First, a Palestinian-French lawyer, with ties to a terrorist group, was slated to speak in Lyon. Then the French city’s mayor canceled the conference. Following that, a judge intervened and reinstated it.

In the end, Salah Hamouri delivered his talk on June 22 at a conference titled “Palestine-Israel Colonization/Apartheid,” organized by the French BDS-affiliated group Collective 69.

Hamouri, who spoke on the same panel at the conference as Jean-Claude Samouiller, president of Amnesty International France, has ties to the Popular Front for the Liberation of Palestine, which Brussels and Washington designate a terrorist group.

He was convicted in 2005 of planning to murder Ovadia Yosef, then Israel’s Sephardic chief rabbi, and was released in 2011 as part of a prisoner exchange for the Israeli soldier Gilad Shalit, who was captured in 2006 in a cross-border raid and held by Hamas for five years.

“This is an act of cowardice in our judicial system,” Robert Ejnes, executive director of the Representative Council of French Jewish Institutions (CRIF), a World Jewish Congress affiliate, told JNS.

“This is a person who was involved in the attempted murder of a rabbi and is in contact with terrorist groups, which is illegal in Europe,” added Ejnes. “There are plenty of laws against antisemitism in France, but they are not being used.” (France has adopted the International Holocaust Remembrance Alliance (IHRA)’s working definition of antisemitism.)

Since arriving in France, Hamouri has toured and given lectures to citizens, activists and prisoners while denying Israel’s right to exist, incited violence and met with fellow PFLP terrorists. Several French towns have made him an honorary citizen.

Salah Hamouri. Credit: Alain Bachellier via Wikimedia Commons.
Salah Hamouri. Credit: Alain Bachellier via Wikimedia Commons.

Cancellation à deux

In 2022, Israel revoked Hamouri’s Jerusalem residency card and deported him to France that December.

Hamouri and other pro-Palestinian historians were slated to speak at a Feb. 1 conference marking the 30th anniversary of the Oslo Accords. “This was unacceptable for us,” Richard Zelmati, CRIF’s president for Auvergne-Rhône-Alpes, told JNS. “I told the mayor that he needed to invite Israelis to provide an opposite view and that Hamouri would be disinvited; otherwise, the Jewish community would protest.”

In late January, Lyon Mayor Grégory Doucet canceled the conference. On June 22, Hamouri was scheduled to speak at a different event at the Labor Exchange of Lyon, a city-owned venue, with the support of Amnesty International and the General Confederation of Labour.

Doucet sought to cancel that event as well, but lawyers, acting on Hamouri’s behalf, sued in court, and a judge, citing freedom of expression, ruled that the conference was back on.

It took place later that day, with the judge’s stipulation that there could be no antisemitic remarks. She differentiated the latter from anti-Israel comments, according to Zelmati.

Zelmati didn’t attend the conference, for fear of giving it publicity, but he sent a colleague to observe the proceedings. The latter saw some 200 attendees, mostly Communists and pro-Palestinian militants, according to Zelmati. Very few appeared to be Muslim. Hamouri was very careful to keep his remarks political and within legal bounds, Zelmati was told.

Mayor of Lyon Grégory Doucet. Crrdit: Wikimedia Commons.
Mayor of Lyon Grégory Doucet. Crrdit: Wikimedia Commons.

‘He knew exactly what he was doing’

Nicole Yardeni, deputy mayor of Toulouse and former president of CRIF in Toulouse, attended a May 16 conference in Toulouse that featured Hamouri. Attendees who recognized her told her to leave, but she was ultimately allowed to stay, she told JNS.

“The focus was supposed to be on Israeli jails, but, in reality, it was a celebration of Hamouri,” Yardeni told JNS. “When Hamouri appeared, everybody applauded. It was like a rock star and Jesus walking on water.”

Yardeni told JNS that Hamouri appeared to intentionally solicit controversy while remaining within the letter of the law.

“When he described his deportation by Israel, he used the words deporté instead of the proper word expulsé,” said Yardeni. “In French, deporté has an emotional resonance, which is akin to referring to how Jews were treated in Nazi death camps. He knew exactly what he was doing.”

During the question-and-answer period, she confronted Hamouri about his language and was removed from the conference, Yardeni told JNS.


*Your assignment*: Would you repeat the entries beneath, with nothing changed?

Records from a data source
■ ■ ■ ■ ■ ■ ■

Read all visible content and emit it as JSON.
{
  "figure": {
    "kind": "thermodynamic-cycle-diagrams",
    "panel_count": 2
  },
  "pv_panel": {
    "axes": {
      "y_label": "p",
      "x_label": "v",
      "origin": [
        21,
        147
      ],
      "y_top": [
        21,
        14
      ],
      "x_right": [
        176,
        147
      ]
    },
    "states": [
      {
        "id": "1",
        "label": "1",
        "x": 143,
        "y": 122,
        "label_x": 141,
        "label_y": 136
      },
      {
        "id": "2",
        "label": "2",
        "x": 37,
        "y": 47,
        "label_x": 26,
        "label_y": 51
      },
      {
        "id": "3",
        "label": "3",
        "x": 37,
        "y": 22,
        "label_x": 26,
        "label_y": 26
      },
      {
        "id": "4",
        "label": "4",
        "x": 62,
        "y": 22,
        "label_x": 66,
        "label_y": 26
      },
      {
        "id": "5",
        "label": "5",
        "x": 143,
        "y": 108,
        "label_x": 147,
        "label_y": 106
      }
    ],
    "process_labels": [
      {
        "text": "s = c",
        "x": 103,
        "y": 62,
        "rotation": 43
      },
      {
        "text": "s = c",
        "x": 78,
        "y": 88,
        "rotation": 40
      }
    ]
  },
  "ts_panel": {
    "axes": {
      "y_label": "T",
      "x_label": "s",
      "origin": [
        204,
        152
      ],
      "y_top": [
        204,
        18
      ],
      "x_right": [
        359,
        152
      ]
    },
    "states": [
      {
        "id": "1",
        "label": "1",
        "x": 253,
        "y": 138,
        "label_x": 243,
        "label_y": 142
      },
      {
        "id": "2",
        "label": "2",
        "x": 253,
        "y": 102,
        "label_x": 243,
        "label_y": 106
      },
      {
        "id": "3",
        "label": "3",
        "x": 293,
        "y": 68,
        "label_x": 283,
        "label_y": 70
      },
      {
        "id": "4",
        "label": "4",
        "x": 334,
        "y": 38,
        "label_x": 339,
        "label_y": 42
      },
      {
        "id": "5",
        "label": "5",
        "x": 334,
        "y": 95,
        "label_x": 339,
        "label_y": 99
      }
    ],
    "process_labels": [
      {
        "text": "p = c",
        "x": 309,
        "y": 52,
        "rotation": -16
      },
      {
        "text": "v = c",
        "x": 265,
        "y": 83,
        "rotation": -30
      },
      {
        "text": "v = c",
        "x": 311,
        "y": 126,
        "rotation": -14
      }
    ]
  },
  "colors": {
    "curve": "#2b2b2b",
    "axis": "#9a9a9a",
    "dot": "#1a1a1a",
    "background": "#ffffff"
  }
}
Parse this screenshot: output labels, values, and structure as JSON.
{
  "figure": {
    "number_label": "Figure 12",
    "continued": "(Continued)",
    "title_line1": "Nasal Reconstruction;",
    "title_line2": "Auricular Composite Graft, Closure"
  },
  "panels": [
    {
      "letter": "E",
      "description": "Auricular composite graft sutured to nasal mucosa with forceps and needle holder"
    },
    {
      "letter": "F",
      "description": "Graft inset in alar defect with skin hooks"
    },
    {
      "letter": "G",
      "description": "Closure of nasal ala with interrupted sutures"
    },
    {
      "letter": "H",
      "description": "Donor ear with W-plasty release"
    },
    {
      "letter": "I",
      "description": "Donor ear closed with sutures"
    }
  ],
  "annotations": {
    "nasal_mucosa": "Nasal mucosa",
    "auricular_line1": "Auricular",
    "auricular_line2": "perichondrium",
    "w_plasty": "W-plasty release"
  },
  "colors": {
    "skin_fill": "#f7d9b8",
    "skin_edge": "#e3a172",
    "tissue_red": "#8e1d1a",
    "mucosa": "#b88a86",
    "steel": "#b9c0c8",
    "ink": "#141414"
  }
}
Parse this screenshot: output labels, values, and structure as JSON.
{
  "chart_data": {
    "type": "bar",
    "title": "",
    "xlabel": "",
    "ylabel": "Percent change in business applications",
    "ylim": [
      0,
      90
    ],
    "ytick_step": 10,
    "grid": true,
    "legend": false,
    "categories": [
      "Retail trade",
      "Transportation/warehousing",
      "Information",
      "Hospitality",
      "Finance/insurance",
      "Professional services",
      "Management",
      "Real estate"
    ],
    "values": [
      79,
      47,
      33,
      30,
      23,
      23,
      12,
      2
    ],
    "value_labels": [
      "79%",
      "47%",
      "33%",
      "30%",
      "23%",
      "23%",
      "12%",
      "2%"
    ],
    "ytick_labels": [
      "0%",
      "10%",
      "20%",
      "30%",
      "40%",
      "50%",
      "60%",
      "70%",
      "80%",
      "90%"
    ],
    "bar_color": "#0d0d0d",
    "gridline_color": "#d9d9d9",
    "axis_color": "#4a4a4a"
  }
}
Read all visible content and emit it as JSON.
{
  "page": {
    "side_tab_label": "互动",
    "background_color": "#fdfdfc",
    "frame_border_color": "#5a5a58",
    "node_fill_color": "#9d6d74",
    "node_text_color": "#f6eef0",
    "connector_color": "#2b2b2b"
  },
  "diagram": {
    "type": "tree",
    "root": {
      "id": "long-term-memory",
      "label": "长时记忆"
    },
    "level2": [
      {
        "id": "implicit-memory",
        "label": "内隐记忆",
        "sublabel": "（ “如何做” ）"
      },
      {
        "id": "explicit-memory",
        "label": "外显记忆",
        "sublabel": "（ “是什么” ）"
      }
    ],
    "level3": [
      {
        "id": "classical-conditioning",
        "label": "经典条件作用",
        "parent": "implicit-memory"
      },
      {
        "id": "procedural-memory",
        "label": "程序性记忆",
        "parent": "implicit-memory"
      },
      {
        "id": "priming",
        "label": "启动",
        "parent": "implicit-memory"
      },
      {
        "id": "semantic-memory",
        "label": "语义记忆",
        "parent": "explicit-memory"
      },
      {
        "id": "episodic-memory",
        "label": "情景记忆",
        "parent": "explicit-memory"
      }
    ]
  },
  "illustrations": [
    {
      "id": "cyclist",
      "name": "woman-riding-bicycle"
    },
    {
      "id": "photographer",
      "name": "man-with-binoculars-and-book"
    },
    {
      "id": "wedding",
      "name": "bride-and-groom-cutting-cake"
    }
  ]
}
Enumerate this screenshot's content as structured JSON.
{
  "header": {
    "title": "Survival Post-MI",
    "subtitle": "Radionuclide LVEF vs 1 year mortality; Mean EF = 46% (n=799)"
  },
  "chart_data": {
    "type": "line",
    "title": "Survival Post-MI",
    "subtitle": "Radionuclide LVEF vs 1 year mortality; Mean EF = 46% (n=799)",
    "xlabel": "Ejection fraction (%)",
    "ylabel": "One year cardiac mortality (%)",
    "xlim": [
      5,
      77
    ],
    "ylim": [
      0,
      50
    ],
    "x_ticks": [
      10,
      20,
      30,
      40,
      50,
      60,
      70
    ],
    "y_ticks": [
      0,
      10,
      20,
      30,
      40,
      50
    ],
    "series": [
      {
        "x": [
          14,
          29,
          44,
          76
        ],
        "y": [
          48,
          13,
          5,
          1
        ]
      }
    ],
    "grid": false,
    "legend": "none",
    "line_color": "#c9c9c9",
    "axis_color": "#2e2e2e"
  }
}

■ ■ ■ ■ ■ ■ ■

*Answer to this problem*:
Read all visible content and emit it as JSON.
{
  "figure": {
    "kind": "thermodynamic-cycle-diagrams",
    "panel_count": 2
  },
  "pv_panel": {
    "axes": {
      "y_label": "p",
      "x_label": "v",
      "origin": [
        21,
        147
      ],
      "y_top": [
        21,
        14
      ],
      "x_right": [
        176,
        147
      ]
    },
    "states": [
      {
        "id": "1",
        "label": "1",
        "x": 143,
        "y": 122,
        "label_x": 141,
        "label_y": 136
      },
      {
        "id": "2",
        "label": "2",
        "x": 37,
        "y": 47,
        "label_x": 26,
        "label_y": 51
      },
      {
        "id": "3",
        "label": "3",
        "x": 37,
        "y": 22,
        "label_x": 26,
        "label_y": 26
      },
      {
        "id": "4",
        "label": "4",
        "x": 62,
        "y": 22,
        "label_x": 66,
        "label_y": 26
      },
      {
        "id": "5",
        "label": "5",
        "x": 143,
        "y": 108,
        "label_x": 147,
        "label_y": 106
      }
    ],
    "process_labels": [
      {
        "text": "s = c",
        "x": 103,
        "y": 62,
        "rotation": 43
      },
      {
        "text": "s = c",
        "x": 78,
        "y": 88,
        "rotation": 40
      }
    ]
  },
  "ts_panel": {
    "axes": {
      "y_label": "T",
      "x_label": "s",
      "origin": [
        204,
        152
      ],
      "y_top": [
        204,
        18
      ],
      "x_right": [
        359,
        152
      ]
    },
    "states": [
      {
        "id": "1",
        "label": "1",
        "x": 253,
        "y": 138,
        "label_x": 243,
        "label_y": 142
      },
      {
        "id": "2",
        "label": "2",
        "x": 253,
        "y": 102,
        "label_x": 243,
        "label_y": 106
      },
      {
        "id": "3",
        "label": "3",
        "x": 293,
        "y": 68,
        "label_x": 283,
        "label_y": 70
      },
      {
        "id": "4",
        "label": "4",
        "x": 334,
        "y": 38,
        "label_x": 339,
        "label_y": 42
      },
      {
        "id": "5",
        "label": "5",
        "x": 334,
        "y": 95,
        "label_x": 339,
        "label_y": 99
      }
    ],
    "process_labels": [
      {
        "text": "p = c",
        "x": 309,
        "y": 52,
        "rotation": -16
      },
      {
        "text": "v = c",
        "x": 265,
        "y": 83,
        "rotation": -30
      },
      {
        "text": "v = c",
        "x": 311,
        "y": 126,
        "rotation": -14
      }
    ]
  },
  "colors": {
    "curve": "#2b2b2b",
    "axis": "#9a9a9a",
    "dot": "#1a1a1a",
    "background": "#ffffff"
  }
}
Parse this screenshot: output labels, values, and structure as JSON.
{
  "figure": {
    "number_label": "Figure 12",
    "continued": "(Continued)",
    "title_line1": "Nasal Reconstruction;",
    "title_line2": "Auricular Composite Graft, Closure"
  },
  "panels": [
    {
      "letter": "E",
      "description": "Auricular composite graft sutured to nasal mucosa with forceps and needle holder"
    },
    {
      "letter": "F",
      "description": "Graft inset in alar defect with skin hooks"
    },
    {
      "letter": "G",
      "description": "Closure of nasal ala with interrupted sutures"
    },
    {
      "letter": "H",
      "description": "Donor ear with W-plasty release"
    },
    {
      "letter": "I",
      "description": "Donor ear closed with sutures"
    }
  ],
  "annotations": {
    "nasal_mucosa": "Nasal mucosa",
    "auricular_line1": "Auricular",
    "auricular_line2": "perichondrium",
    "w_plasty": "W-plasty release"
  },
  "colors": {
    "skin_fill": "#f7d9b8",
    "skin_edge": "#e3a172",
    "tissue_red": "#8e1d1a",
    "mucosa": "#b88a86",
    "steel": "#b9c0c8",
    "ink": "#141414"
  }
}
Parse this screenshot: output labels, values, and structure as JSON.
{
  "chart_data": {
    "type": "bar",
    "title": "",
    "xlabel": "",
    "ylabel": "Percent change in business applications",
    "ylim": [
      0,
      90
    ],
    "ytick_step": 10,
    "grid": true,
    "legend": false,
    "categories": [
      "Retail trade",
      "Transportation/warehousing",
      "Information",
      "Hospitality",
      "Finance/insurance",
      "Professional services",
      "Management",
      "Real estate"
    ],
    "values": [
      79,
      47,
      33,
      30,
      23,
      23,
      12,
      2
    ],
    "value_labels": [
      "79%",
      "47%",
      "33%",
      "30%",
      "23%",
      "23%",
      "12%",
      "2%"
    ],
    "ytick_labels": [
      "0%",
      "10%",
      "20%",
      "30%",
      "40%",
      "50%",
      "60%",
      "70%",
      "80%",
      "90%"
    ],
    "bar_color": "#0d0d0d",
    "gridline_color": "#d9d9d9",
    "axis_color": "#4a4a4a"
  }
}
Read all visible content and emit it as JSON.
{
  "page": {
    "side_tab_label": "互动",
    "background_color": "#fdfdfc",
    "frame_border_color": "#5a5a58",
    "node_fill_color": "#9d6d74",
    "node_text_color": "#f6eef0",
    "connector_color": "#2b2b2b"
  },
  "diagram": {
    "type": "tree",
    "root": {
      "id": "long-term-memory",
      "label": "长时记忆"
    },
    "level2": [
      {
        "id": "implicit-memory",
        "label": "内隐记忆",
        "sublabel": "（ “如何做” ）"
      },
      {
        "id": "explicit-memory",
        "label": "外显记忆",
        "sublabel": "（ “是什么” ）"
      }
    ],
    "level3": [
      {
        "id": "classical-conditioning",
        "label": "经典条件作用",
        "parent": "implicit-memory"
      },
      {
        "id": "procedural-memory",
        "label": "程序性记忆",
        "parent": "implicit-memory"
      },
      {
        "id": "priming",
        "label": "启动",
        "parent": "implicit-memory"
      },
      {
        "id": "semantic-memory",
        "label": "语义记忆",
        "parent": "explicit-memory"
      },
      {
        "id": "episodic-memory",
        "label": "情景记忆",
        "parent": "explicit-memory"
      }
    ]
  },
  "illustrations": [
    {
      "id": "cyclist",
      "name": "woman-riding-bicycle"
    },
    {
      "id": "photographer",
      "name": "man-with-binoculars-and-book"
    },
    {
      "id": "wedding",
      "name": "bride-and-groom-cutting-cake"
    }
  ]
}
Enumerate this screenshot's content as structured JSON.
{
  "header": {
    "title": "Survival Post-MI",
    "subtitle": "Radionuclide LVEF vs 1 year mortality; Mean EF = 46% (n=799)"
  },
  "chart_data": {
    "type": "line",
    "title": "Survival Post-MI",
    "subtitle": "Radionuclide LVEF vs 1 year mortality; Mean EF = 46% (n=799)",
    "xlabel": "Ejection fraction (%)",
    "ylabel": "One year cardiac mortality (%)",
    "xlim": [
      5,
      77
    ],
    "ylim": [
      0,
      50
    ],
    "x_ticks": [
      10,
      20,
      30,
      40,
      50,
      60,
      70
    ],
    "y_ticks": [
      0,
      10,
      20,
      30,
      40,
      50
    ],
    "series": [
      {
        "x": [
          14,
          29,
          44,
          76
        ],
        "y": [
          48,
          13,
          5,
          1
        ]
      }
    ],
    "grid": false,
    "legend": "none",
    "line_color": "#c9c9c9",
    "axis_color": "#2e2e2e"
  }
}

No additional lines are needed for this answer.